Supplier disputes often show one company on the invoice, a different exporter or shipper on customs and bill-of-lading records, and a third name on the wire beneficiary. That mismatch can affect who to sue, how to plead the relationship, and what documents belong in the Hague service package.
Compare seller, factory, exporter of record, shipper, consignee, notify party, freight forwarder, and payment beneficiary.
Collect export declarations when available, commercial invoices, packing lists, B/L drafts, booking records, customs entries, and broker emails.
Use the document trail to support agency, affiliate, alter-ego, fraud, breach, conversion, or settlement leverage theories when facts allow.
The exporter of record may be a trading company, freight-forwarder-linked entity, affiliate, or unrelated logistics party. The case file should separate ordinary export practice from evidence that the supplier used a different entity to ship, collect funds, or avoid responsibility.
Preserve purchase orders, pro forma invoices, commercial invoices, packing lists, certificates of origin, bills of lading, export declarations if available, customs entries, broker records, warehouse receipts, payment records, and messages identifying who controlled shipment.
If export documents point to a different Chinese legal entity, the complaint and service package should explain the relationship rather than assuming every shipping name is the contract defendant. The same trail may reveal U.S.-reachable records or assets for recovery.
Before filing, serving documents in China, or escalating collection pressure, organize the evidence around the correct legal entity, address, court deadline, service package, and recovery theory.
Not by itself. It may reflect ordinary export logistics, a trading-company structure, or a freight-forwarder arrangement. The full contract, payment, shipment, and communication record must be reviewed together.
Save commercial invoices, packing lists, B/L drafts and finals, booking records, customs entries, export declarations if available, broker emails, payment records, and messages about who controlled the shipment.
Yes. It can affect the defendant name, address, exhibit labels, translation choices, and whether related factories, trading companies, or payment beneficiaries should be investigated before service.
For a complete strategy, compare this page with related Hague-service, supplier-dispute, and recovery resources:
Not by itself. It may reflect ordinary export logistics, a trading-company structure, or a freight-forwarder arrangement. The full contract, payment, shipment, and communication record must be reviewed together.
Save commercial invoices, packing lists, B/L drafts and finals, booking records, customs entries, export declarations if available, broker emails, payment records, and messages about who controlled the shipment.
Yes. It can affect the defendant name, address, exhibit labels, translation choices, and whether related factories, trading companies, or payment beneficiaries should be investigated before service.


- WORK INSTRUCTIONS -
Search the listing below for the line containing "Find the bounding". From there through the line containing "Given a 1024w", transcribe every line exactly, both ends included.

BEGIN DATA SECTION

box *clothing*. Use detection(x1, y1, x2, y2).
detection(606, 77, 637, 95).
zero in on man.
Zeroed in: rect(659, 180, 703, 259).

END DATA SECTION
BEGIN DATA SECTION

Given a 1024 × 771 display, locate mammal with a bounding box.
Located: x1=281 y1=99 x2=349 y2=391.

END DATA SECTION
BEGIN DATA SECTION

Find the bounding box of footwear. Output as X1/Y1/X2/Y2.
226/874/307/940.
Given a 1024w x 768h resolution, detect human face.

END DATA SECTION

- EXERCISE RESULT -
Find the bounding box of footwear. Output as X1/Y1/X2/Y2.
226/874/307/940.
Given a 1024w x 768h resolution, detect human face.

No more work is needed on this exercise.